A rewarding concert performance.
Reviewed by Ewart Shaw Friday 5th July 2024.
It’s a question of definition. There is The string quartet and there is A string quartet, the work, and the workers. Vanguard is the concert tour that brought the Australian String Quartet home to Elder Hall with music-making of the highest order. Led by first violin, Dale Barltrop, with second violin, Francesca Hiew, violist, Chris Cartlidge, and ‘cellist, Michael Dahlenburg, the quartet has given seven performances of this program across Australia.
To borrow an expression from another field of entertainment, it was very much a game of two halves. The second half featured a major and little-known work from the 1930s, and a premiere of a piece only a few years old. The concert began, though, with one of the great late Beethoven quartets, the Op. 127 in E-flat major. Beethoven wrote the notes and the ASQ played with the intelligence and insight that is their hallmark.
It was after the interval that Francesca Hiew, second violin, put the work into some context. It’s the first of the last string quartets, following major masterworks like the Ninth Symphony and the Missa Solemnis. Totally deaf and in failing health, Beethoven returned to a form he understood and loved. A familiar statement takes a new and surprising turn, as if he’s noticed something in another part of his musical landscape and wants to take a closer look. The meditative second movement bursts for a while to a luminous and uplifting melody before falling back into a meditative resolution. Then the next two movements, the scherzo and finale, hum and buzz with joyous energy. Whatever else is happening to the composer he has found joy in a familiar place.
The second half led off with the brief, one-movement String Quartet No. 2 of contemporary Australian composer, Harry Straulig. It’s a delicious piece condensing so many aspects of the string quartet’s potential for expression. There are strong romantic chord passages and a moment of fascinating textural expression as the first violin trills almost imperceptibly at the top of its range as the ‘cello pours out a sturdy melodic passage. It’s a brief and illuminating moment. I so want to hear it again. It is, by the by, a work commissioned by John Griffiths for his wife Beth. Thank you for sharing. The composer attended most performances of the work during the Vanguard tour. I’d like to think that it will attract the interest of other ensembles and managements, otherwise, these could be the last performances.

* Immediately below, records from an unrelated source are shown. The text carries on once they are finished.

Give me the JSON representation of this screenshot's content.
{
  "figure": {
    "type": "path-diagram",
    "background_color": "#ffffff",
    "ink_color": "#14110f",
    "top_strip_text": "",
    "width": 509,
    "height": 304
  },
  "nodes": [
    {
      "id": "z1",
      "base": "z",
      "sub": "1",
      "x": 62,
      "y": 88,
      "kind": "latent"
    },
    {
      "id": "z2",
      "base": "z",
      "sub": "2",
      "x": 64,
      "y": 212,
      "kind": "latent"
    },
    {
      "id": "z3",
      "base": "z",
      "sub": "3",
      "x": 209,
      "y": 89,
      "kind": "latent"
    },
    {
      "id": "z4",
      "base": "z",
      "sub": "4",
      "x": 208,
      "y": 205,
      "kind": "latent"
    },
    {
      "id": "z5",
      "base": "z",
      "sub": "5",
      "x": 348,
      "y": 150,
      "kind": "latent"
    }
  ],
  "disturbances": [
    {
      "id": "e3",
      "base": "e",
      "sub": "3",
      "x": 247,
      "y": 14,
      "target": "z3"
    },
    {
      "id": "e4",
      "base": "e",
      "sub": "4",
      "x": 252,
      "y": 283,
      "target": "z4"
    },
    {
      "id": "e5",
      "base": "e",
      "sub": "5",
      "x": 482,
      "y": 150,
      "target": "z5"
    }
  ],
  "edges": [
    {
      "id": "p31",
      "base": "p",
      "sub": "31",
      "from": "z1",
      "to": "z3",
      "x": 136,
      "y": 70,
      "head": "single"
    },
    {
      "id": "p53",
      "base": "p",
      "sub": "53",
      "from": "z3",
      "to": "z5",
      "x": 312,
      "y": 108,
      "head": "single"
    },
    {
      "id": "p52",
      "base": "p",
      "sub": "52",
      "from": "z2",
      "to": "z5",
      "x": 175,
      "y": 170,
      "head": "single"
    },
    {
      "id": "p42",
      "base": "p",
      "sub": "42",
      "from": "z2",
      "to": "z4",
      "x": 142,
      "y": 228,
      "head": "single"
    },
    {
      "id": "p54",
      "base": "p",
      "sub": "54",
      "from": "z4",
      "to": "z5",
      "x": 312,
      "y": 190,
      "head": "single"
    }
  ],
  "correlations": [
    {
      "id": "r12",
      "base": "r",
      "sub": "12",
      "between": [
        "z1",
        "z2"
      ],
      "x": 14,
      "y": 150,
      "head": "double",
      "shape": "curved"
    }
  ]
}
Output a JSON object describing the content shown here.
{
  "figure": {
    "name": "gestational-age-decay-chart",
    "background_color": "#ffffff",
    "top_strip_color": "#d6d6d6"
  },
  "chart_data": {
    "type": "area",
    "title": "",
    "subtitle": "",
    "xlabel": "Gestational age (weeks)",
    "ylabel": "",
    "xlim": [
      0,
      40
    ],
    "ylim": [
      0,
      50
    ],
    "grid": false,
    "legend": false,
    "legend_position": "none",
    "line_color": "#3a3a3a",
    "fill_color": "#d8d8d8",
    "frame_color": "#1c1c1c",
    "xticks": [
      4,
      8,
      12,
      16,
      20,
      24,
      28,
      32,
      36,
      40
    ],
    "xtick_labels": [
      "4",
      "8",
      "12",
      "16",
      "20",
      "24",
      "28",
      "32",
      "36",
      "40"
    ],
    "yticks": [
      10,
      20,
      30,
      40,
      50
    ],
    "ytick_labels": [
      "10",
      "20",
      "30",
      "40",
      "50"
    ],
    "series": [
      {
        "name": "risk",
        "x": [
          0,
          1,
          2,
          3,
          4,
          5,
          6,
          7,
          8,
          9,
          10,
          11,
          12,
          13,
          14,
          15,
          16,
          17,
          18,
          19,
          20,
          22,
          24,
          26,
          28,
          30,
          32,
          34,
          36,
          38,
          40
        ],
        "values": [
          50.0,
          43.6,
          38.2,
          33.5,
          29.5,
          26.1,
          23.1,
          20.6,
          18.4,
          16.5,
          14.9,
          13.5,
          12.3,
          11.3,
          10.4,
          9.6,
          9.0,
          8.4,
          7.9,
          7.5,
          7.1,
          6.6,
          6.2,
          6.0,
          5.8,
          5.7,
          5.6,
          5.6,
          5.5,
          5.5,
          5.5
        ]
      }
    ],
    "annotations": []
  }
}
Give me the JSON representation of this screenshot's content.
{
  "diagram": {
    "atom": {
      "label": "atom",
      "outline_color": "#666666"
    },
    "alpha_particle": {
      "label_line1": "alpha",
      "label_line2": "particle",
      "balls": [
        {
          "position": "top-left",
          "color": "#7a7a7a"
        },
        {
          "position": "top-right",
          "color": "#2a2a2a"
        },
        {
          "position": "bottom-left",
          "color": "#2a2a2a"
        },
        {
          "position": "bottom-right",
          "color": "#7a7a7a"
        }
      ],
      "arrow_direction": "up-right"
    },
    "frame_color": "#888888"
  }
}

I don’t share violist Chris Cartlidge’s glowing description of Erich Wolfgang Korngold’s level of genius as being like Mozart’s. He is, however, the man whose arrival in America in the early nineteen thirties brought the musical potential of the late romantic orchestra to the big screen. His second string quartet, the Opus 26 in E flat major is a finely crafted work drawing on the grand tradition. There is a darkness in the third movement, marked Larghetto, which slowly resolves into a long and wistful continuation. The last movement is a waltz, after all, he’s Viennese, but this is a little unsteady on its feet. The dancers swoop and sway, and, let me say, there’s not a recording of this work that captures the same sensuality of the live performance. Four hearts beating as one in three-quarter time. Ah, had he stayed in Europe and not been seduced by the siren call of a Mahler-sized Hollywood orchestra, what might he have achieved?
The audience headed out into the cold of an Adelaide winter’s night, but their departure was delayed by a venue on the lawn, as far from the draughty marquees of yesteryear as it would be possible to go. Comfortable chairs, elegant lighting, a bar with reasonable prices and attentive service, and a crowd of music lovers finishing their evening’s entertainment with delight. The one drawback to this tented paradise was that it completely hid the Elder Hall from view, and I heard several patrons saying that they had to consult their phone maps in order to find the destination. A temporary oasis, but so welcome, allowing an enthralled audience to slow their return to the real world.